COMPOSITION OF VOLATILE ALKALI.
245
ment, produces the water which Dr. Priestley observed, and the hy
drogen disappeared. But, in the second experiment, the azote, which
is a simple substance, and muſt have existed in some of the ingredi
ents, but cannot be demonstrated in minium carefully prepared, must
have come from the ammonia, and muft have been one of its ingre
dients. The other is, in all probability, hydrogen ; for it is a simple
fubstance, and it is yielded by putrid muscle when digested with ni
tric acid; which putrid muſcle alfo yields volatile alkali.

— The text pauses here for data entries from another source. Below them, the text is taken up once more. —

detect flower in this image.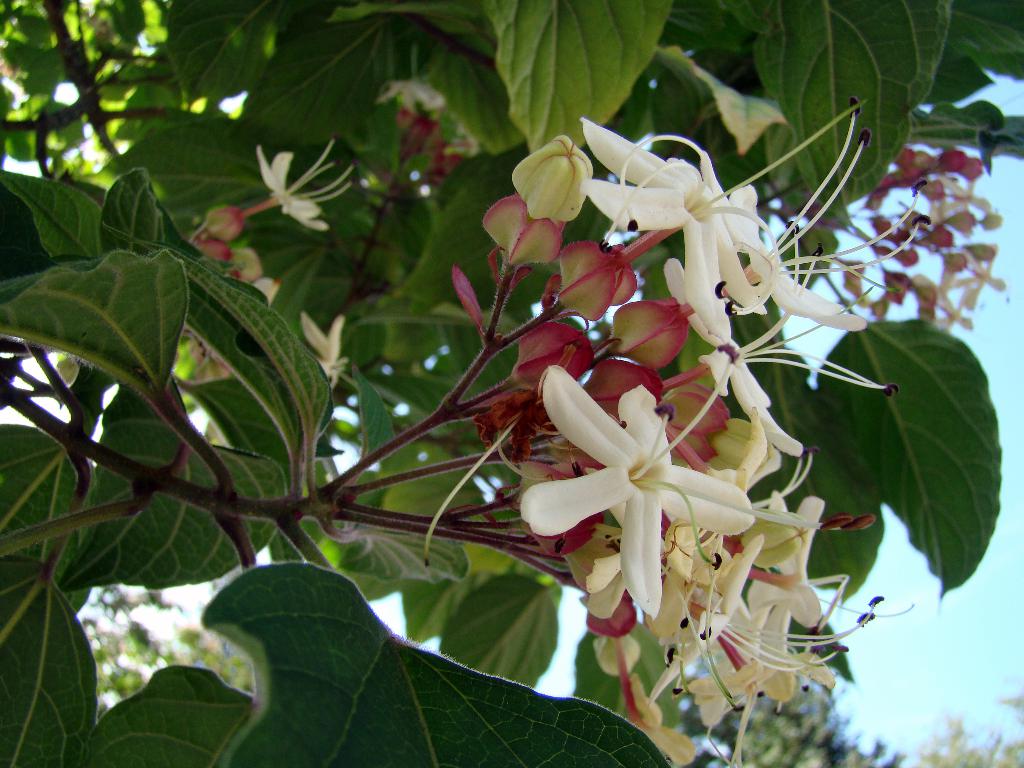
Detection: {"x1": 578, "y1": 97, "x2": 932, "y2": 396}.
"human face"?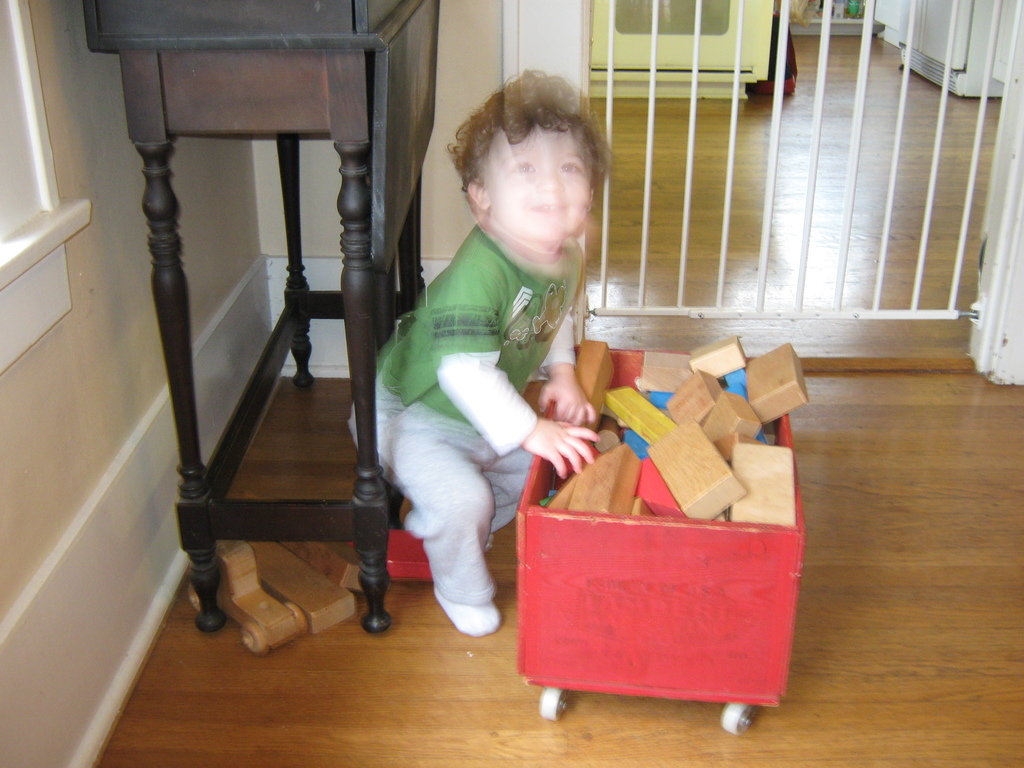
box=[486, 127, 593, 236]
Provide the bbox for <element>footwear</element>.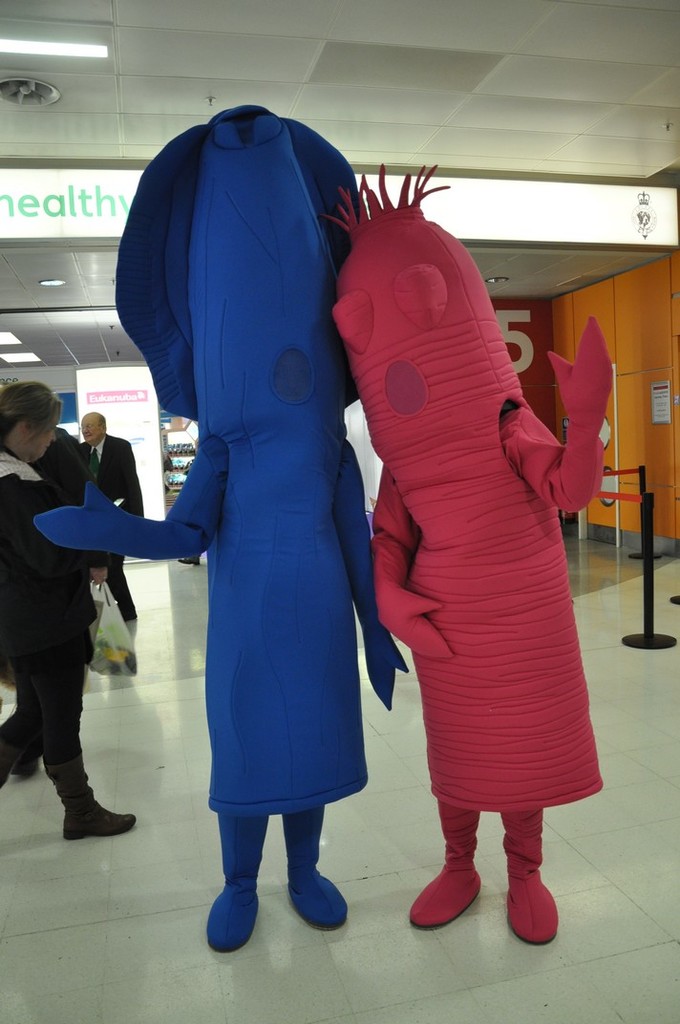
x1=211, y1=877, x2=261, y2=962.
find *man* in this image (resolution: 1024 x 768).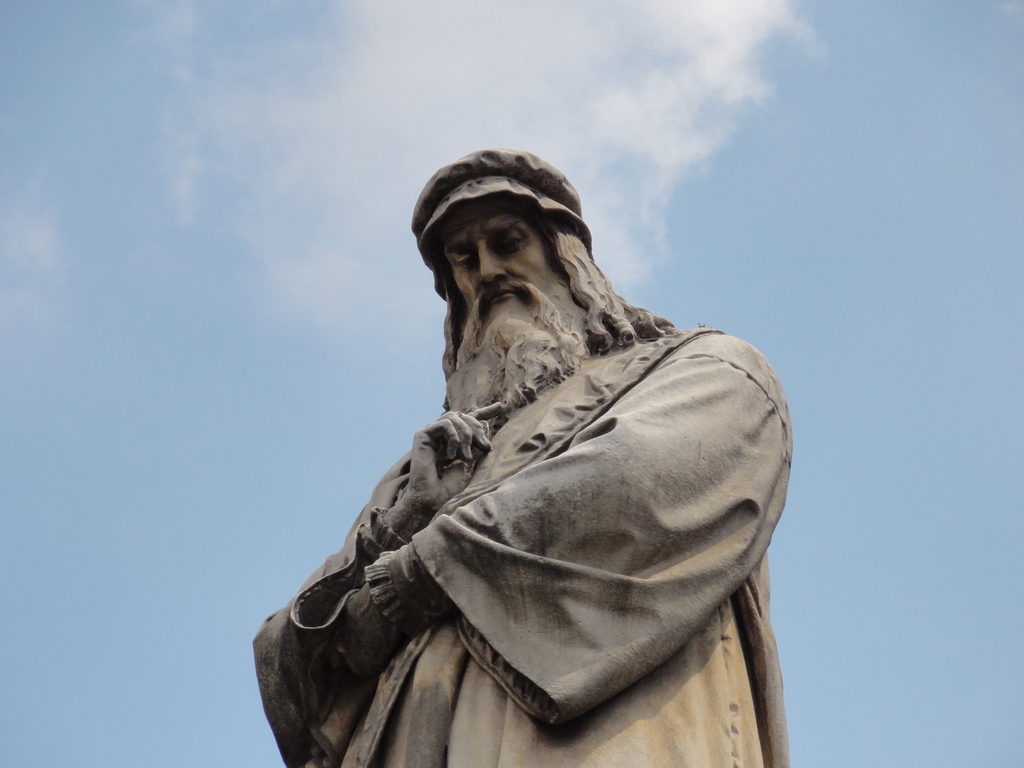
<region>241, 128, 836, 767</region>.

It yields
volatile alkali only when it ceaſes to yield difengaged azote, the putre
factive process having combined it with the hydrogen.
This is the general theory, founded on a very few experiments in
deed, but these abundantly simple. They are not, perhaps, decifive ;
but this theory gathers strength by attending to a number of more
complex facts, and taking along with us the two discoveries of Mr.

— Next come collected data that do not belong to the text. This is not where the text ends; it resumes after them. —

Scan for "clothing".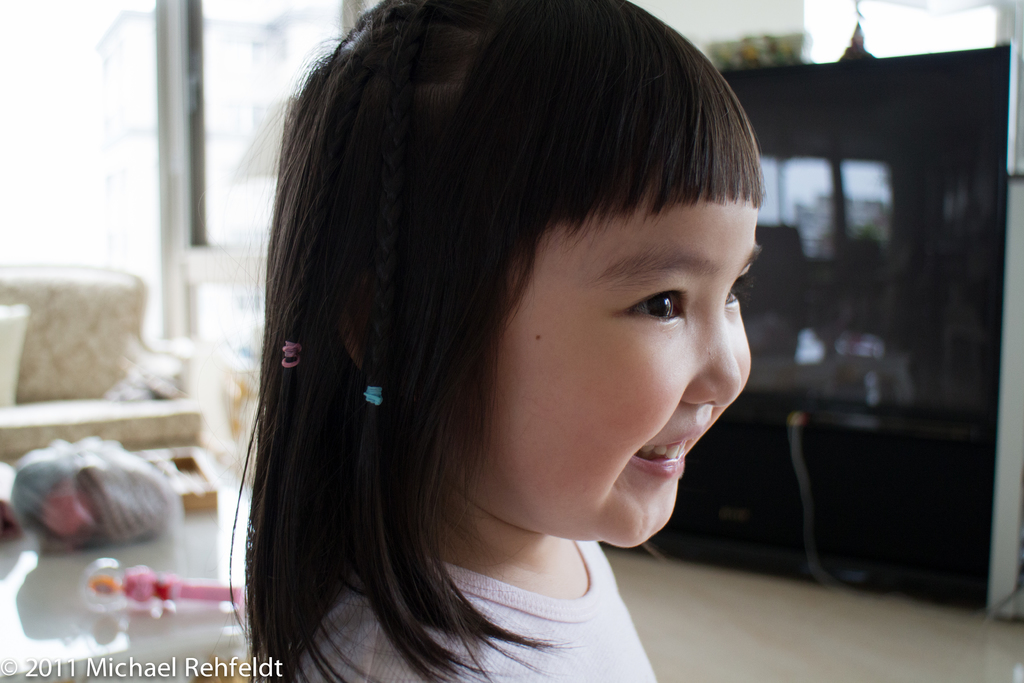
Scan result: (left=285, top=535, right=669, bottom=682).
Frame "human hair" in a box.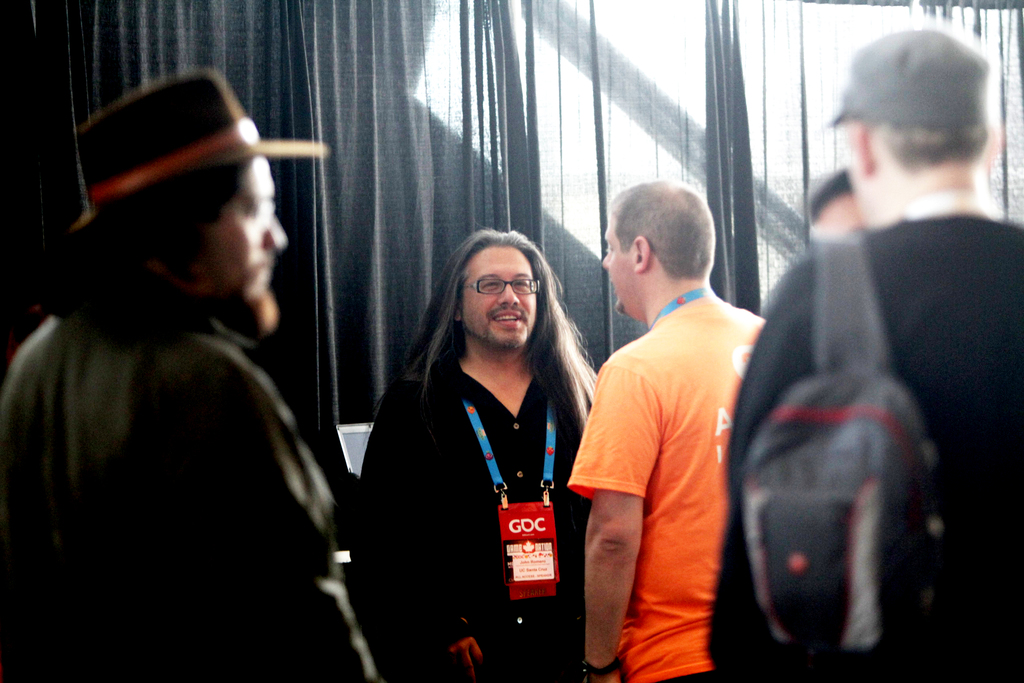
left=804, top=167, right=854, bottom=231.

Cavendish, —the composition of water, and that of the nitrous acid, as
propositions fully demonstrated.
1. Our newspapers inform us that the French chemists procured
saltpetre for the army, by blowing alkaline gas, and even putrid
steams, through red hot substances which readily yield oxygen. We
know that such ſteams yield both inflammable air and azotic gas.

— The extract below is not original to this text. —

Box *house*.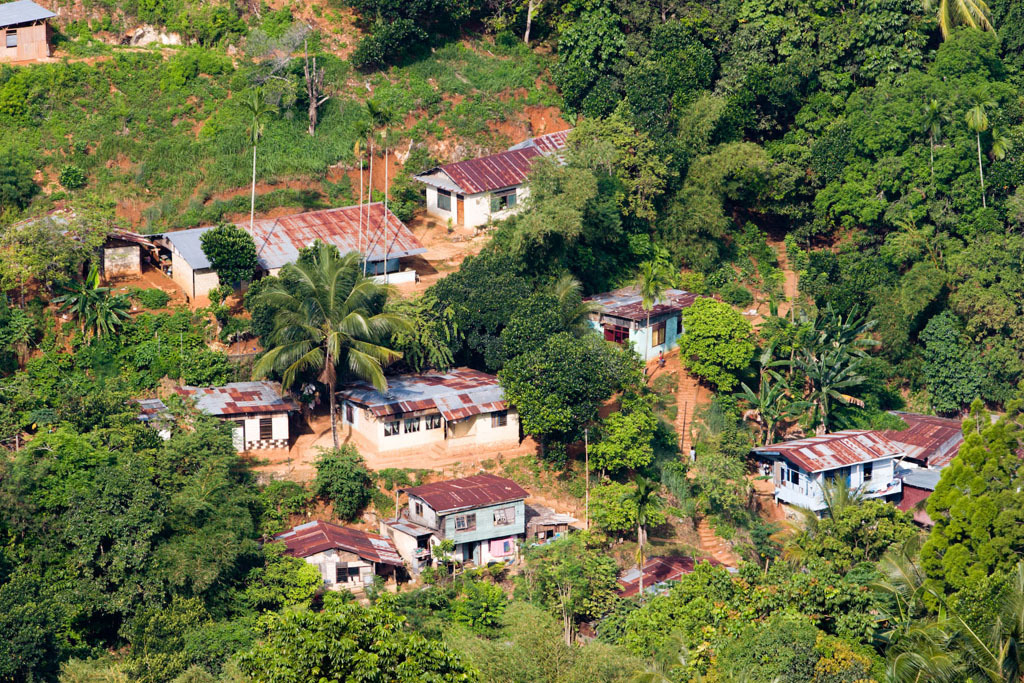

The laſt of these seizes part of the oxygen presented to it, and forms
nitrous acid, while another part combines with the inflammable air,
and composes water, which dilutes the acid. It seems to be for such
reasons that putrescent substances are useful in nitre beds, and that
the nitre first obtained is frequently nitrous ammoniac.
We often find the older chemifts exprefsing their surprise at the
ſtrong ſmell of volatile alkali from the mixture of substances which
contain none. Thus, iron or copper filings, when dissolved in strong
nitrous acid, often emit the ſmell of volatile alkali, instead of the of
fensive smell generally emitted from this mixture. The metal may
be supposed to decompose the water; and the hydrogen, uniting with
the azote (now redundant in the nitrous gas in consequence of the dis-
solution of some metal by the acid) will form ammonia.